I wanna see you be brave *,USA

 

A lifetime ago I fell in love with whitewater kayaking. I discovered the sport during college. I met a man who claimed to share my passion.  For a year we kayaked the St. Francis in Missouri when the water levels allowed, the Arkansas River in Colorado, then the Chattooga in Georgia and the Ocoee of Tennessee. 

Things changed and we stopped kayaking. Not my choice but I did not fight it. I still dreamed of one day returning to the roiling current cascading past boulders, dropping into holes before barrelling through waves cresting overhead.  When the kids grew up. When I had more time.

I finally realized the man no longer shared any of my passions, so I set off to reclaim my one true love from twenty-five years earlier. I booked a week-long introduction to kayaking class at the Nantahala Outdoor Center in North Carolina. Despite a bloody, gouged shin from swimming yet another rapid, I bought a boat.

Life, work and kids continued to distract and drain me. I dabbled at whitewater kayaking, and it is not a sport that welcomes dabbling.

“If you don’t like cold, wet weather, you’re in the wrong place,” said my kayaking instructor while sneering at me as I whimpered about practicing an eskimo roll in Pennsylvania’s Youghiogheny River last summer. My paddle chopped at the water as my Jackson Little Hero bounced off a rock past the eddy he had directed me toward. 

He shook his head as he snorted. “Just a turd floating down the river.”

I steered toward the next eddy on the right, turned too sharply too soon and promptly flipped upside down. The rushing cold water shocked me as it filled my sinuses. I jettisoned out of the boat, not even bothering to attempt an eskimo roll. Coughing up river water, I kicked and dragged myself toward the shore as my instructor rescued my boat.

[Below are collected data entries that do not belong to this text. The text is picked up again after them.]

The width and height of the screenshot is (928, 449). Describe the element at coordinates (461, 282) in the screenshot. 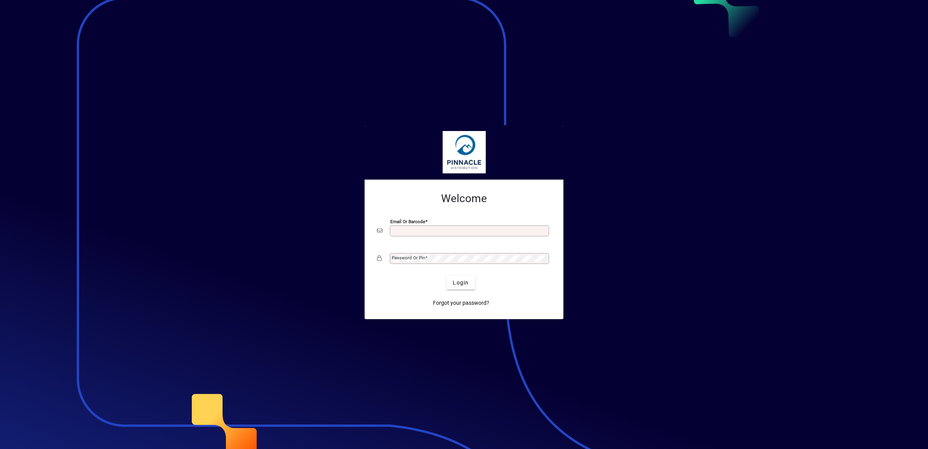

I see `span: Login` at that location.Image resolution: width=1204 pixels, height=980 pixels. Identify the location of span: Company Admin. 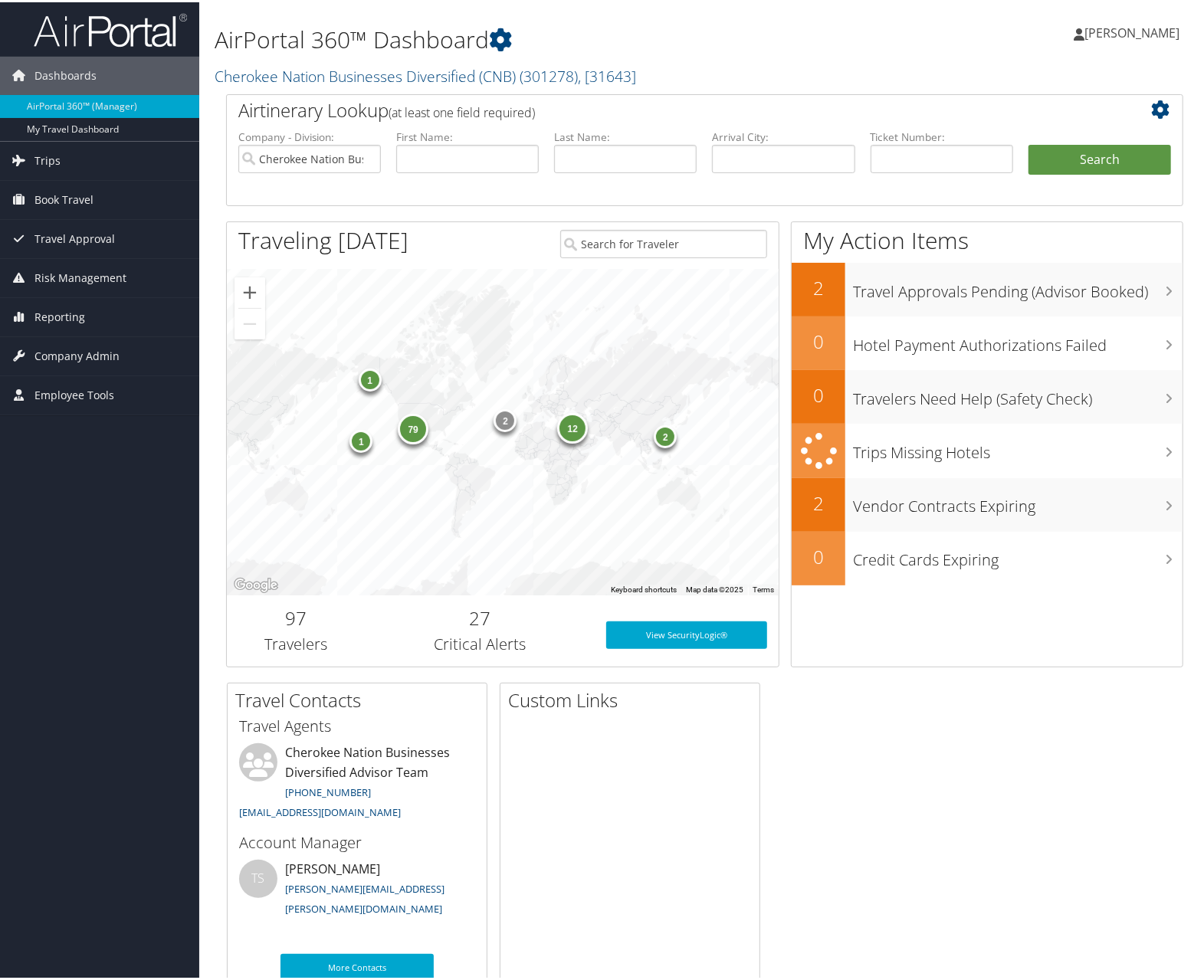
(77, 354).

While slumped in my chair later that evening by my campfire, a voice startled me from my reverie.

“You’re here alone? You are so brave!” the woman declared, her jaw dropping open as she scanned the kayak and mountain bike strapped to my car’s roof rack. 

I shrugged my shoulders. For a second, I agreed with her. I turned down her offer of a hotdog grilled by her boyfriend.

The next day I peddled toward some singletrack near my campsite in Ohiopyle State Park. An early morning drizzle had glazed the rocks. I struggled up the hills, slipping in the muddy sections I hauled my bike through before falling once again, out of control. With my feet still clipped in, my butt landed on a rock the size of a fist. I howled in pain and started to bawl. No one else was dumb enough to mountain bike this slick trail that day. For once, I had no audience for my failure.

What am I doing here? I’m fifty-one years old. Maybe it’s time to grow up. Time to give up on youthful fantasies I can no longer chase.

I limped back to my campsite. That night it rained and rained. I dreamed my tent washed away.

After a fitful sleep I crawled out of my bag and grappled with my wetsuit as I forced it over my stiff limbs. My windshield wipers slapped back and forth while I drove to the outfitter headquarters for my prepaid group intermediate kayak class. Of the six signed up, only four of us defied the downpour. Me and three guys. One dropped out after swimming too many times as we practiced our eddy turns, ferries and peel outs below Z Rapid by the bridge.

Our instructor wore a pink helmet and had gathered his curly hair in a ponytail. He eyed us hesitantly before asking if we felt ready for the class III-IV lower Youghiogheny. No one flinched.

Let me try a roll first.” I drifted toward a deeper section just below the bridge. I gulped a lungful of air as I flipped myself upside down. I placed my paddle alongside my overturned boat, slapped the surface with one end of the paddle, then flung my torso backward while I snapped my hips. The instructor smiled as water streamed down my face.

I swam nearly every major rapid on the Lower Youghiogheny that week, including Dimple and Cucumber, but I managed a whitewater roll four times, twice even in a hydraulic that windowshaded me, flipping me over again once I righted myself.

I returned home with more than just a frightening bruise on my butt.